The 52nd Annual Conference of the Western History Association will be held in Denver, CO from October 4-7. The conference theme this year is “Boundary Makers and Border Crossers,” so as you can imagine there are plenty of great borderlands panels to attend. Here is a quick rundown of panels relevant to our collective borderlands interests (I put this together quickly and surely missed some – please add them in a comment). The list represents panel titles. Some of these feature entire panels on Borderlands and Transnational history, others are more broadly defined by contain a single paper or two on relevant borderlands topics. Indeed, if you define “borderlands” or transnational history broadly – a great majority of the program features scholarship that examines environmental, cultural, religious, intellectual, social or other types of boundaries and historical divides. For details on presenters and paper titles, see the full program at http://issuu.com/westernhistoryassociation/docs/52nd_wha_2012_denver_program_for_web:
Friday, October 5th
8:30-10:00 AM
- Marking Territory: Representation, Arbitration, and Demarcation on the U.S.-Mexico Border
- Women, Families, and State Politics in the U.S. West and Mexico
10:30-12:00
- Defining and Bounding Environmental Regions in the West
- Laboring for Progress, Migrating for Work
- Indigenous-Defined Borderlands, Boundaries and Landscapes: a Panel
4:00-5:30
- Boundary Markets and Border Crossers: Histories of Immigration in the American West
Saturday, October 6th
8:30-10:00
- Making Meaning out of Place in the Twentieth Century
- Everyday Hierarchies: Gender and Culture in Public Arenas
- Indians on the Road: How to Teach, Research, and Publish Borderlands, Identity, and Transnational Histories
- Indigenous Defined Borderlands, Boundaries and Landscapes: a Roundtable
10:30-12:00
- Race and Violence in the Early Twentieth-Century West
2:30-4:00
- Interior Borderlands: The Contested Legal, Cultural, and Racial Spaces of Early Twentieth-Century Indian Reservations
- New Chicana/o and Latino History: Beyond U.S.-Mexican Borderlands
Sunday, October 7th
8:30-10:00
- The Frontier Goes Global: The Wild West in Europe
- Violence and Identity in the Mexican Borderlands
I didn’t want to self-publicize in the post, but see no harm in doing so in a comment. I am chairing 2 sessions, a paper panel and a roundtable – both entitled “Indigenous-Defined Borderlands, Boundaries and Landscapes.” They will feature the (no-doubt) impressive scholarship of Jeffrey Shepherd, Taylor Spence, Natale Zappia, Jeff Schulze, Cynthia Radding, James Brooks, Joshua Reid and Ted Binnema. I hope to see you all there!

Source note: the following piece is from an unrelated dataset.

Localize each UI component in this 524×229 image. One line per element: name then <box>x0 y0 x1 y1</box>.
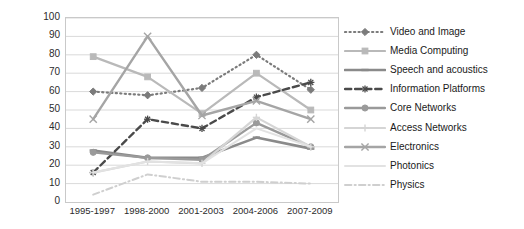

Following Brenden’s lead, I just wanted to note that I’ll be stepping in for José Alamillo to chair the panel, “New Chicana/o and Latino History: Beyond the U.S.-Mexico Borderlands.” We’ve got four really great papers on migrant labor and social justice issues outside of what might be considered “typical” Southwest/borderlands settings. I hope to see some/all of you at our session, as well!
Brenden, thank you for the run-down. Looks like a lot of excellent material. And thanks for the heads up, Tim!